Making GWTD compatible with GWT 2.6 and beyond is certainly possible. I suppose that depends on what exactly is wrong with it. If it is just a matter of patching the problem described in
Issue 8558, and rebuilding it as-is, we should be able to make that happen (although it sounds like you are restoring the old API that GWTD needed, so is that really needed?).
As far as on-going maintenance is concerned, we could certainly add new committers to the project and turn them loose. The existing committers from Google are all working on other projects and have very limited time for anything GWTD-related. There are a couple of non-Google committers (also working on other projects) who might be able to do some work on it, but I can't speak for them. If anyone wants to be added as a committer to GWTD, send me a note.

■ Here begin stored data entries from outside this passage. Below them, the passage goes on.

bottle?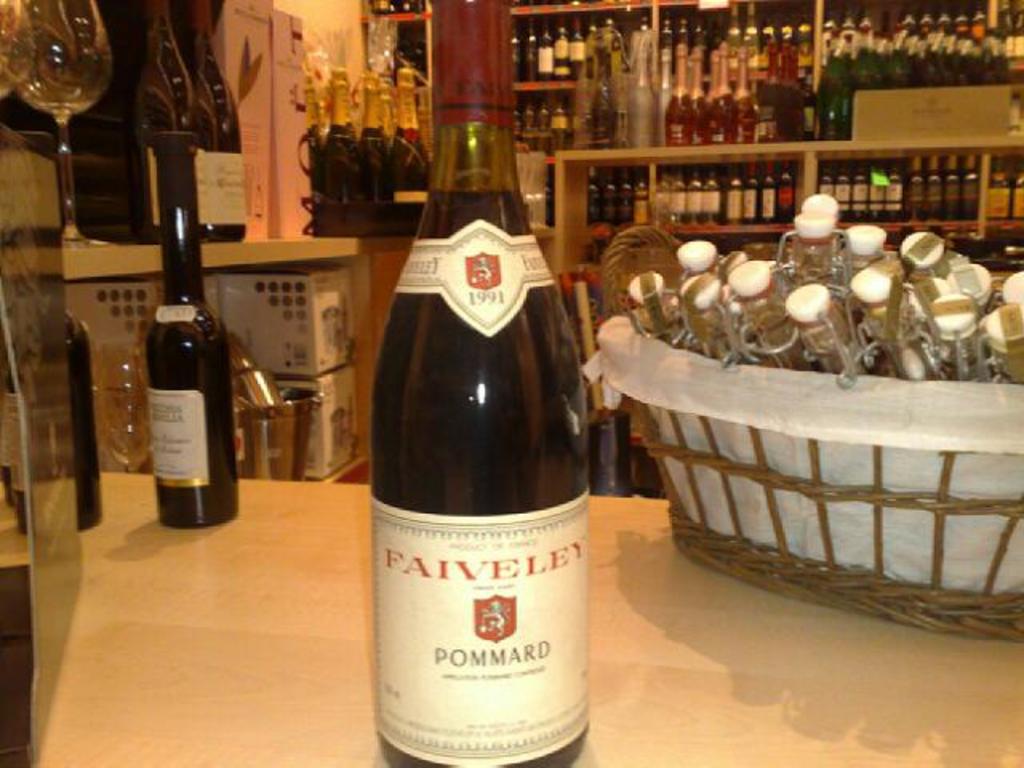
pyautogui.locateOnScreen(126, 182, 232, 539)
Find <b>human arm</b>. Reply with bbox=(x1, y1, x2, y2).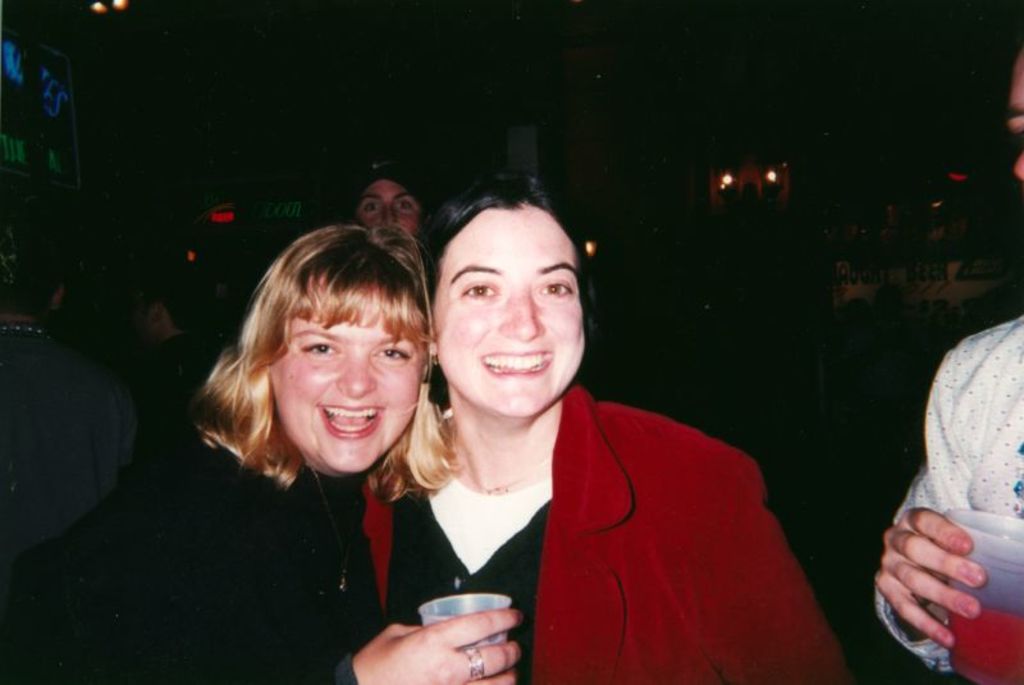
bbox=(333, 599, 526, 684).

The biggest challenges with GWTD are actually unrelated to GWT and any changes there. Keeping GWTD updated and working with new GWT versions was always fairly straightforward. The hardest problem was dealing with OS changes (almost always on the Linux side) that broke it. Every time a window manager or distro changed, it would seem to break GWTD. Incompatibilities between Linux distros, versions, and window managers was a very special kind of Hell I never want to revisit. Working on GWTD made me (and the other committers) really hate Linux for a long time (and I still have a bad taste in my mouth from it).
The other major issue is the build environment. The current build is unfortunately tied into internal Google infrastructure. GWTD really needs a completely new build based on the latest standard Eclipse build tools. Creating that will probably take someone a several days to a week of work. I don't see any help coming from our end on doing that. Even sanitizing the current build system enough to dump it out there unsupported (and definitely non working) would take some time from folks I can't speak for.
So... if someone wants to take it over, we can help make that happen (and try to answer questions as they come up).